::: SUPPLIED DATA :::
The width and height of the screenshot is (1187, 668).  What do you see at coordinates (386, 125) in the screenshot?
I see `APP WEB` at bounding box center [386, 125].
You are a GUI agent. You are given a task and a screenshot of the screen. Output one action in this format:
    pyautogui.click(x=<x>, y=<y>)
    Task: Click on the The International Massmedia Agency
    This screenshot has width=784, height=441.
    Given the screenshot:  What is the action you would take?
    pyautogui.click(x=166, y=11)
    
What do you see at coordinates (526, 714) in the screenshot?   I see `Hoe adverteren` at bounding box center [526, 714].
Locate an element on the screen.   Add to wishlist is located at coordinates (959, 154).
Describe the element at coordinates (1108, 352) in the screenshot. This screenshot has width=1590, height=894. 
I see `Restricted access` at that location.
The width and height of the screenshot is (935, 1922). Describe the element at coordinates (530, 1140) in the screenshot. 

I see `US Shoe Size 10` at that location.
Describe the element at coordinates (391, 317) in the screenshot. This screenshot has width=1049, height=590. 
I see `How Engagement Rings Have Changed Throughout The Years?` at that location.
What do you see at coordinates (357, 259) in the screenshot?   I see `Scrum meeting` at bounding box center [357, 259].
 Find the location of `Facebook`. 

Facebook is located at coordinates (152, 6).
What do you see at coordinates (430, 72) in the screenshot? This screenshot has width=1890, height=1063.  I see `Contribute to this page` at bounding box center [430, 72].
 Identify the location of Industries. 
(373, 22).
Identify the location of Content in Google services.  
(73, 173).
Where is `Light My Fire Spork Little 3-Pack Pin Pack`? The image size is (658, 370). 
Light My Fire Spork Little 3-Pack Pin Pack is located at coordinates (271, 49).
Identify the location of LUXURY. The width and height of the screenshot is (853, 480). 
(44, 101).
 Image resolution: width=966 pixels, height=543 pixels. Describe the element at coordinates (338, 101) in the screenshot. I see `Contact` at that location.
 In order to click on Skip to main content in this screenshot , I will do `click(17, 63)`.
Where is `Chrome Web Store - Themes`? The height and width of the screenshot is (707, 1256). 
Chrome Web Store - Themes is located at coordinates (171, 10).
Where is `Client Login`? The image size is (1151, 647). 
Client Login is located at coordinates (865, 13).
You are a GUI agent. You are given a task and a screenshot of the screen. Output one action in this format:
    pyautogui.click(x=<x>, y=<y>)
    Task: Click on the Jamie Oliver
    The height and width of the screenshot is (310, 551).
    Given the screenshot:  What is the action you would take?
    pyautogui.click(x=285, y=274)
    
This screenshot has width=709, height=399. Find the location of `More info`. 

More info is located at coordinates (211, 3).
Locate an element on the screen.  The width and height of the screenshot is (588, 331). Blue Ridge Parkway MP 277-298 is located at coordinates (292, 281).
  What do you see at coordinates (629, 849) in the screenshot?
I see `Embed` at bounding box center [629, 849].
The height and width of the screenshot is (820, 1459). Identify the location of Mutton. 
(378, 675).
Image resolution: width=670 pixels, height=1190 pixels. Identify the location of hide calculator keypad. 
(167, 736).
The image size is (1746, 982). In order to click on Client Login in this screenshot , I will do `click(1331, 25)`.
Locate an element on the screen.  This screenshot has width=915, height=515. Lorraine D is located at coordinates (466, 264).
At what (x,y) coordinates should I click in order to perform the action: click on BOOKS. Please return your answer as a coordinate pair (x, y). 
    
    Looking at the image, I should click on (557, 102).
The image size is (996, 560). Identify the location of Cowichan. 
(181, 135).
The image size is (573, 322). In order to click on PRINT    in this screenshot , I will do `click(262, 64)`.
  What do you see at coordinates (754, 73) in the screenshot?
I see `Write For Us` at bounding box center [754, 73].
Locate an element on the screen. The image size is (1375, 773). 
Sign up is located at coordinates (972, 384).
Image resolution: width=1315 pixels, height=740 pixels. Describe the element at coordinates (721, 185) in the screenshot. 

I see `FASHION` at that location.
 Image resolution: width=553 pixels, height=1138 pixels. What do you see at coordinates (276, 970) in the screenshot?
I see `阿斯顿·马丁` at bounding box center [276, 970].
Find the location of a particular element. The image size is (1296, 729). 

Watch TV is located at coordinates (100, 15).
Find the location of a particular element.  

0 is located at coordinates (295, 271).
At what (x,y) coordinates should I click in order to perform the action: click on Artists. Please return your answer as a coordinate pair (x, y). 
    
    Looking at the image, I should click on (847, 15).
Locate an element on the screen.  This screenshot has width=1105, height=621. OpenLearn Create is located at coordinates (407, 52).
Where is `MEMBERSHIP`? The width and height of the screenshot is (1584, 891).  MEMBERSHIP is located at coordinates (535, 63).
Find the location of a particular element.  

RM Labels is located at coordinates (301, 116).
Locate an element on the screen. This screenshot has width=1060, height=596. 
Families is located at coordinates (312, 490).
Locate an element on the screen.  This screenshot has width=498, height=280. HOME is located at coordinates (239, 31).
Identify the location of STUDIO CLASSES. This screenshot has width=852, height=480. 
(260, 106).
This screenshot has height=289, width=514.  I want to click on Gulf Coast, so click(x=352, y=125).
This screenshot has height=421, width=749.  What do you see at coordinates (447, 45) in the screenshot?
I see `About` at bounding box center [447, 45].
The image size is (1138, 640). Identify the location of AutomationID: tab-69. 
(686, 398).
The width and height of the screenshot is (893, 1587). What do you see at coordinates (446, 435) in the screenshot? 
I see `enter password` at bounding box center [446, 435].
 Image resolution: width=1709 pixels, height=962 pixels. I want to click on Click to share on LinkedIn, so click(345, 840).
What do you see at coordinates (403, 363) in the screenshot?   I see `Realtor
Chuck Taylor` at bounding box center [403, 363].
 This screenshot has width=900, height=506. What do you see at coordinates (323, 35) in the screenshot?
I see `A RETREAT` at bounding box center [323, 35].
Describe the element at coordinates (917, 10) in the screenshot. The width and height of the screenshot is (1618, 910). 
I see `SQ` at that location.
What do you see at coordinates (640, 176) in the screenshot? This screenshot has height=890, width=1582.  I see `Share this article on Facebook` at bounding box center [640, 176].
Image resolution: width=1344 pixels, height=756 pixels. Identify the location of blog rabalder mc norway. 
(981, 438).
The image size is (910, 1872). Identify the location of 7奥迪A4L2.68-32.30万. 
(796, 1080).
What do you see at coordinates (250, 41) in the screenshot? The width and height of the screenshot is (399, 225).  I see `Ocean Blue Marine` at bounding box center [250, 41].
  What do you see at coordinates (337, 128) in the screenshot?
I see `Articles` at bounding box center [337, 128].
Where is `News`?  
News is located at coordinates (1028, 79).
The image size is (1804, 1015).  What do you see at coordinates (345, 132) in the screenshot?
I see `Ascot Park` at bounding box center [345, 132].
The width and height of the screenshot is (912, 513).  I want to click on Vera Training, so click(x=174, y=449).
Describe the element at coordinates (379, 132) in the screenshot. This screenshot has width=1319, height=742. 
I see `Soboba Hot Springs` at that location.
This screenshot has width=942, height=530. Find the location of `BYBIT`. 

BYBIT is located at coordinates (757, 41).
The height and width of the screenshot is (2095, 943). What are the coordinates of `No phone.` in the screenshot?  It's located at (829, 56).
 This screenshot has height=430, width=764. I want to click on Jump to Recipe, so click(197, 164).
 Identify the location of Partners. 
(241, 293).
:::
_WHAT YOU WILL DO_: Would you please restate all of the entries exactly?

_EXERCISE ANSWER_:
The width and height of the screenshot is (1187, 668).  What do you see at coordinates (386, 125) in the screenshot?
I see `APP WEB` at bounding box center [386, 125].
You are a GUI agent. You are given a task and a screenshot of the screen. Output one action in this format:
    pyautogui.click(x=<x>, y=<y>)
    Task: Click on the The International Massmedia Agency
    This screenshot has width=784, height=441.
    Given the screenshot:  What is the action you would take?
    pyautogui.click(x=166, y=11)
    
What do you see at coordinates (526, 714) in the screenshot?   I see `Hoe adverteren` at bounding box center [526, 714].
Locate an element on the screen.   Add to wishlist is located at coordinates (959, 154).
Describe the element at coordinates (1108, 352) in the screenshot. This screenshot has width=1590, height=894. 
I see `Restricted access` at that location.
The width and height of the screenshot is (935, 1922). Describe the element at coordinates (530, 1140) in the screenshot. 

I see `US Shoe Size 10` at that location.
Describe the element at coordinates (391, 317) in the screenshot. This screenshot has width=1049, height=590. 
I see `How Engagement Rings Have Changed Throughout The Years?` at that location.
What do you see at coordinates (357, 259) in the screenshot?   I see `Scrum meeting` at bounding box center [357, 259].
 Find the location of `Facebook`. 

Facebook is located at coordinates (152, 6).
What do you see at coordinates (430, 72) in the screenshot? This screenshot has width=1890, height=1063.  I see `Contribute to this page` at bounding box center [430, 72].
 Identify the location of Industries. 
(373, 22).
Identify the location of Content in Google services.  
(73, 173).
Where is `Light My Fire Spork Little 3-Pack Pin Pack`? The image size is (658, 370). 
Light My Fire Spork Little 3-Pack Pin Pack is located at coordinates (271, 49).
Identify the location of LUXURY. The width and height of the screenshot is (853, 480). 
(44, 101).
 Image resolution: width=966 pixels, height=543 pixels. Describe the element at coordinates (338, 101) in the screenshot. I see `Contact` at that location.
 In order to click on Skip to main content in this screenshot , I will do `click(17, 63)`.
Where is `Chrome Web Store - Themes`? The height and width of the screenshot is (707, 1256). 
Chrome Web Store - Themes is located at coordinates (171, 10).
Where is `Client Login`? The image size is (1151, 647). 
Client Login is located at coordinates (865, 13).
You are a GUI agent. You are given a task and a screenshot of the screen. Output one action in this format:
    pyautogui.click(x=<x>, y=<y>)
    Task: Click on the Jamie Oliver
    The height and width of the screenshot is (310, 551).
    Given the screenshot:  What is the action you would take?
    pyautogui.click(x=285, y=274)
    
This screenshot has width=709, height=399. Find the location of `More info`. 

More info is located at coordinates (211, 3).
Locate an element on the screen.  The width and height of the screenshot is (588, 331). Blue Ridge Parkway MP 277-298 is located at coordinates (292, 281).
  What do you see at coordinates (629, 849) in the screenshot?
I see `Embed` at bounding box center [629, 849].
The height and width of the screenshot is (820, 1459). Identify the location of Mutton. 
(378, 675).
Image resolution: width=670 pixels, height=1190 pixels. Identify the location of hide calculator keypad. 
(167, 736).
The image size is (1746, 982). In order to click on Client Login in this screenshot , I will do `click(1331, 25)`.
Locate an element on the screen.  This screenshot has width=915, height=515. Lorraine D is located at coordinates (466, 264).
At what (x,y) coordinates should I click in order to perform the action: click on BOOKS. Please return your answer as a coordinate pair (x, y). 
    
    Looking at the image, I should click on (557, 102).
The image size is (996, 560). Identify the location of Cowichan. 
(181, 135).
The image size is (573, 322). In order to click on PRINT    in this screenshot , I will do `click(262, 64)`.
  What do you see at coordinates (754, 73) in the screenshot?
I see `Write For Us` at bounding box center [754, 73].
Locate an element on the screen. The image size is (1375, 773). 
Sign up is located at coordinates (972, 384).
Image resolution: width=1315 pixels, height=740 pixels. Describe the element at coordinates (721, 185) in the screenshot. 

I see `FASHION` at that location.
 Image resolution: width=553 pixels, height=1138 pixels. What do you see at coordinates (276, 970) in the screenshot?
I see `阿斯顿·马丁` at bounding box center [276, 970].
Find the location of a particular element. The image size is (1296, 729). 

Watch TV is located at coordinates (100, 15).
Find the location of a particular element.  

0 is located at coordinates (295, 271).
At what (x,y) coordinates should I click in order to perform the action: click on Artists. Please return your answer as a coordinate pair (x, y). 
    
    Looking at the image, I should click on (847, 15).
Locate an element on the screen.  This screenshot has width=1105, height=621. OpenLearn Create is located at coordinates (407, 52).
Where is `MEMBERSHIP`? The width and height of the screenshot is (1584, 891).  MEMBERSHIP is located at coordinates (535, 63).
Find the location of a particular element.  

RM Labels is located at coordinates (301, 116).
Locate an element on the screen. This screenshot has width=1060, height=596. 
Families is located at coordinates (312, 490).
Locate an element on the screen.  This screenshot has width=498, height=280. HOME is located at coordinates (239, 31).
Identify the location of STUDIO CLASSES. This screenshot has width=852, height=480. 
(260, 106).
This screenshot has height=289, width=514.  I want to click on Gulf Coast, so click(x=352, y=125).
This screenshot has height=421, width=749.  What do you see at coordinates (447, 45) in the screenshot?
I see `About` at bounding box center [447, 45].
The image size is (1138, 640). Identify the location of AutomationID: tab-69. 
(686, 398).
The width and height of the screenshot is (893, 1587). What do you see at coordinates (446, 435) in the screenshot? 
I see `enter password` at bounding box center [446, 435].
 Image resolution: width=1709 pixels, height=962 pixels. I want to click on Click to share on LinkedIn, so click(345, 840).
What do you see at coordinates (403, 363) in the screenshot?   I see `Realtor
Chuck Taylor` at bounding box center [403, 363].
 This screenshot has width=900, height=506. What do you see at coordinates (323, 35) in the screenshot?
I see `A RETREAT` at bounding box center [323, 35].
Describe the element at coordinates (917, 10) in the screenshot. The width and height of the screenshot is (1618, 910). 
I see `SQ` at that location.
What do you see at coordinates (640, 176) in the screenshot? This screenshot has height=890, width=1582.  I see `Share this article on Facebook` at bounding box center [640, 176].
Image resolution: width=1344 pixels, height=756 pixels. Identify the location of blog rabalder mc norway. 
(981, 438).
The image size is (910, 1872). Identify the location of 7奥迪A4L2.68-32.30万. 
(796, 1080).
What do you see at coordinates (250, 41) in the screenshot? The width and height of the screenshot is (399, 225).  I see `Ocean Blue Marine` at bounding box center [250, 41].
  What do you see at coordinates (337, 128) in the screenshot?
I see `Articles` at bounding box center [337, 128].
Where is `News`?  
News is located at coordinates (1028, 79).
The image size is (1804, 1015).  What do you see at coordinates (345, 132) in the screenshot?
I see `Ascot Park` at bounding box center [345, 132].
The width and height of the screenshot is (912, 513).  I want to click on Vera Training, so click(x=174, y=449).
Describe the element at coordinates (379, 132) in the screenshot. This screenshot has width=1319, height=742. 
I see `Soboba Hot Springs` at that location.
This screenshot has width=942, height=530. Find the location of `BYBIT`. 

BYBIT is located at coordinates (757, 41).
The height and width of the screenshot is (2095, 943). What are the coordinates of `No phone.` in the screenshot?  It's located at (829, 56).
 This screenshot has height=430, width=764. I want to click on Jump to Recipe, so click(197, 164).
 Identify the location of Partners. 
(241, 293).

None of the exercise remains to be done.